Three Key Ways to Prevent Paw Lesions
Chicken paws are a lucrative commodity and every downgraded paw due to lesions decreases revenue. Paws also serve as an indicator of animal welfare during audits and can be a direct indicator of bird performance.
While ammonia in the gas phase does not seem to irritate skin on the feet, ammonia found in wet litter can cause burns or dermatitis. Given that moisture plays such a key role in downgraded paws, it’s easy to understand why the three key variables to manage to keep paws healthy are:
Ventilation
Ventilate poultry houses for relative humidity
Drinkers
Manage drinkers to prevent leaks
PLT – Poultry Litter Treatment
Acidify the litter surface to neutralize ammonia
PLT is a dry, granular acid that neutralizes ammonia on the litter’s surface. It is hygroscopic, meaning it absorbs moisture from the air and litter to activate, and does not introduce moisture in to the litter like other litter amendments.
Manage Moisture for Healthy Paws
The formation of liquid ammonia at the litter surface occurs anywhere there is even the least bit of damp litter. The stickiness and moistness of the caking present in the houses seems to play the predominant role in paw damage.
Common culprits are small wet spots under the drinkers (commonly referred to as donuts) and caked areas along the sidewalls. Anything that makes the litter tacky and sticky, even if only in the top few millimeters of the litter, will cause the litter to stick to the chick’s foot and begin to damage it. When newly hatched chicks step onto those damp areas, the damp litter sticks to their feet and ammonia in the litter begins to erode the skin.
Visible paw lesions can be evident by day 7 and continue to worsen over time. Even if the litter dries out, the lesions do not tend to heal. Surprisingly, in houses with dry litter and good relative humidity control, the bottoms of the birds’ feet are very clean and it is unusual to find a footpad lesion on a bird with clean feet. The adherence of wet litter to the bird’s foot at a young age seems to be the key to damaging the paws. This is consistent with literature reports of decreased paw quality in houses with higher relative humidity and moisture at the litter surface.
Houses with no or low ammonia at bird level can still have a substantial percentage of poor paws if the litter is damp or tacky. This is most often seen in brand new houses or on new litter where the relative humidity is high even though the ammonia is not, and litter slicking occurs. At the same time, houses with dry litter except for quarter size donuts under the drinkers due to leaky nipples or sticky litter from high relative humidity will still have a substantial number of birds with paw lesions.
If you are struggling with profit losses due to paw downgrades, contact Jones-Hamilton for a litter assessment.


WORK INSTRUCTIONS: All of the data, except its images, should be set down exactly as it appears.

Records drawn from a dataset:
---+---

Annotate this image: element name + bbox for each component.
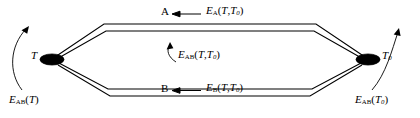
emf-upper-symbol: E	[206, 4, 213, 16]
emf-upper-paren-close: )	[240, 4, 244, 16]
upper-emf-arrow	[172, 11, 201, 17]
emf-lower-paren-close: )	[239, 81, 243, 93]
left-junction-label: T	[31, 50, 37, 61]
right-junction-temp-subscript: 0	[388, 54, 391, 61]
emf-right-subscript: AB	[362, 98, 371, 105]
emf-label-center: EAB(T,T0)	[178, 49, 220, 61]
emf-center-symbol: E	[178, 48, 185, 60]
left-arc-arrow	[13, 29, 26, 90]
right-junction-node-marker	[356, 54, 380, 65]
conductor-label-A: A	[161, 6, 169, 17]
emf-center-subscript: AB	[185, 53, 194, 60]
left-junction-temp-symbol: T	[31, 49, 37, 61]
emf-right-symbol: E	[355, 93, 362, 105]
right-arc-arrowhead	[394, 28, 401, 36]
emf-left-symbol: E	[9, 93, 16, 105]
emf-label-upper: EA(T,T0)	[206, 5, 243, 17]
thermocouple-circuit-figure: A B EA(T,T0) EB(T,T0) EAB(T,T0) EAB(T) E…	[0, 0, 420, 118]
left-junction-node-marker	[40, 54, 64, 65]
emf-right-paren-close: )	[384, 93, 388, 105]
right-junction-label: T0	[382, 50, 392, 62]
emf-lower-symbol: E	[206, 81, 213, 93]
emf-left-subscript: AB	[16, 98, 25, 105]
emf-label-left: EAB(T)	[9, 94, 39, 106]
center-arc-arrowhead	[167, 42, 174, 49]
conductor-label-B: B	[161, 83, 168, 94]
emf-label-right: EAB(T0)	[355, 94, 388, 106]
emf-left-paren-close: )	[35, 93, 39, 105]
emf-label-lower: EB(T,T0)	[206, 82, 243, 94]
emf-center-paren-close: )	[216, 48, 220, 60]
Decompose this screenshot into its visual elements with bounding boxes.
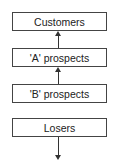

---+---

OUTPUT OF THE EXERCISE:
Annotate this image: element name + bbox for each component.
emf-upper-symbol: E	[206, 4, 213, 16]
emf-upper-paren-close: )	[240, 4, 244, 16]
upper-emf-arrow	[172, 11, 201, 17]
emf-lower-paren-close: )	[239, 81, 243, 93]
left-junction-label: T	[31, 50, 37, 61]
right-junction-temp-subscript: 0	[388, 54, 391, 61]
emf-right-subscript: AB	[362, 98, 371, 105]
emf-label-center: EAB(T,T0)	[178, 49, 220, 61]
emf-center-symbol: E	[178, 48, 185, 60]
left-arc-arrow	[13, 29, 26, 90]
right-junction-node-marker	[356, 54, 380, 65]
conductor-label-A: A	[161, 6, 169, 17]
emf-center-subscript: AB	[185, 53, 194, 60]
left-junction-temp-symbol: T	[31, 49, 37, 61]
emf-right-symbol: E	[355, 93, 362, 105]
right-arc-arrowhead	[394, 28, 401, 36]
emf-left-symbol: E	[9, 93, 16, 105]
emf-label-upper: EA(T,T0)	[206, 5, 243, 17]
thermocouple-circuit-figure: A B EA(T,T0) EB(T,T0) EAB(T,T0) EAB(T) E…	[0, 0, 420, 118]
left-junction-node-marker	[40, 54, 64, 65]
emf-right-paren-close: )	[384, 93, 388, 105]
right-junction-label: T0	[382, 50, 392, 62]
emf-lower-symbol: E	[206, 81, 213, 93]
emf-left-subscript: AB	[16, 98, 25, 105]
emf-label-left: EAB(T)	[9, 94, 39, 106]
center-arc-arrowhead	[167, 42, 174, 49]
conductor-label-B: B	[161, 83, 168, 94]
emf-label-right: EAB(T0)	[355, 94, 388, 106]
emf-left-paren-close: )	[35, 93, 39, 105]
emf-label-lower: EB(T,T0)	[206, 82, 243, 94]
emf-center-paren-close: )	[216, 48, 220, 60]
Decompose this screenshot into its visual elements with bounding boxes.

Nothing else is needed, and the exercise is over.